A Biographical Chronicle of His Life, Drawn from Recollections, Interviews, and Memoirs of Family, Friends, and Associates

“We New Englanders,” Hawthorne remarked only partly in jest to Rebecca Harding Davis, “begin to enjoy ourselves—when we are dead.” Hawthorne’s death came prematurely in 1864, many speculated as a result of his grief over the war or perhaps the consequence of an overlong stay in Rome. Much like Thoreau’s early demise, Hawthorne’s rapid decline came as a “disappointment” to his Concord neighbor Emerson, who “thought him a greater man than any of his works betray, that there was still a great deal of work in him, & that he might one day show a purer power.”

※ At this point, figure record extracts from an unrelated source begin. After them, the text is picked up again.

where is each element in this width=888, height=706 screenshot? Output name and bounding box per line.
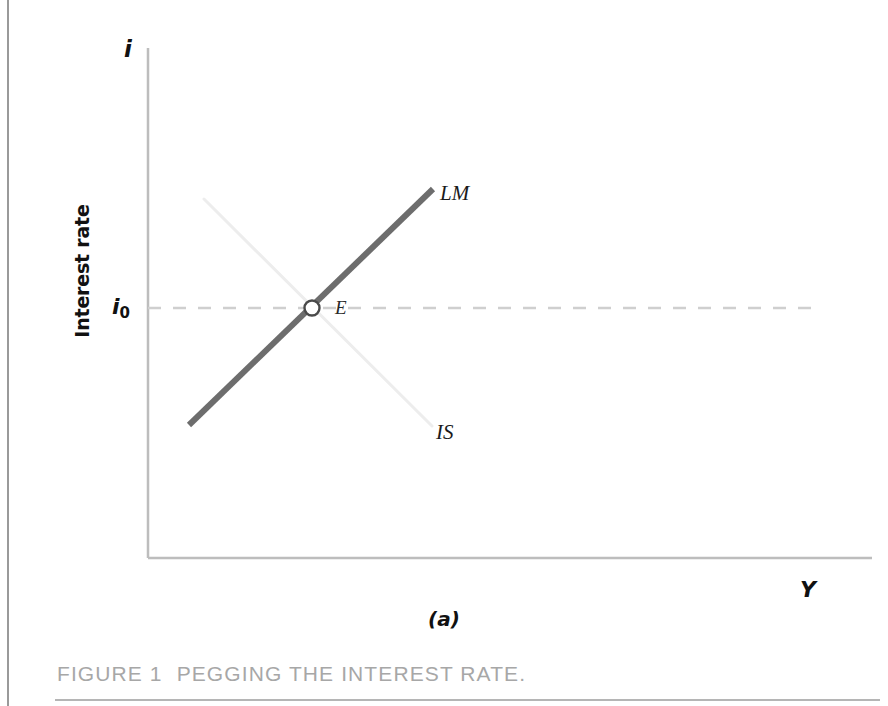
is-curve-label: IS: [436, 420, 454, 445]
x-axis-variable-label: Y: [800, 577, 816, 602]
equilibrium-point-marker: [305, 301, 320, 316]
y-axis-variable-label: i: [124, 36, 132, 62]
plot-canvas: [0, 0, 888, 706]
caption-divider-rule: [55, 699, 880, 701]
equilibrium-point-label: E: [335, 297, 347, 319]
lm-curve-label: LM: [440, 181, 469, 206]
panel-label: (a): [0, 607, 888, 631]
y-axis-title: Interest rate: [71, 181, 93, 361]
figure-container: i i0 Interest rate Y LM IS E (a) FIGURE …: [0, 0, 888, 706]
figure-caption: FIGURE 1PEGGING THE INTEREST RATE.: [57, 662, 526, 686]
pegged-rate-axis-label: i0: [112, 294, 130, 322]
figure-caption-number: FIGURE 1: [57, 662, 163, 685]
figure-caption-title: PEGGING THE INTEREST RATE.: [177, 662, 527, 685]
pegged-rate-subscript: 0: [120, 304, 130, 322]
pegged-rate-base: i: [112, 294, 120, 319]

Editors Bosco, a distinguished professor of English at SUNY-Albany, and Murphy, an associate professor of English at Schenectady Community College, have collected a fascinating body of documents in this book, including reflections by Emerson, Oliver Wendell Holmes, Hawthorne’s publisher James T. Fields, Bronson Alcott, Henry James, William Dean Howells, two of Hawthorne’s children, Rose and Julian, and many other pieces. The prevailing irony of Hawthorne in His Own Time is that these selections, meant to illuminate the author of some of American literature’s best known and widely read stories and novels, confirm the consensus that Hawthorne the man was inscrutable, or as his best friend in college, Jonathan Cilley, put it, “I love Hawthorne [;] I admire him; but I do not know him.” The portrait that emerges from these accounts is remarkably consistent. Hawthorne was shy, reserved, almost morbidly private. He found social situations excruciating, but as Julian Hawthorne remembered, “his presence was the finest conversation.” Physically Hawthorne was impressive, a “personage” as Howells called him, but one who Howells said “was always, more or less merging into the shadow.” Hawthorne was a crafty observer of the personalities of his friends for use in his art, much to Emerson’s dismay. A loving if eccentric father and a devoted husband, Hawthorne’s loyalty to his friend Franklin Pierce came with great privileges—the consulship of Liverpool and Manchester—and at great cost, the failure of his book Our Old Home that he dedicated to the unpopular ex-president.

The great subjects of Hawthorne’s art—the relationship between the inner and outer selves, the tragic solitude of human life, and the inescapable darkness in every heart—came directly from his own experience, so this book collectively argues. His eulogist, James Freeman Clarke, suggested that “[N]o other thinker … has had such sympathy as he had with that dark shadow which falls over our existence—that shadow which theologians call sin.” Hawthorne’s enduring appeal as a writer perhaps owes much to this understanding.

Frank Preston Stearns, a contemporary of Hawthorne’s children, wrote, “Imagine a man five times as sensitive as a young lady in her first season, with the will of a Titan, and a mind like a crown-glass mirror, and you have Nathaniel Hawthorne.” There he is indeed.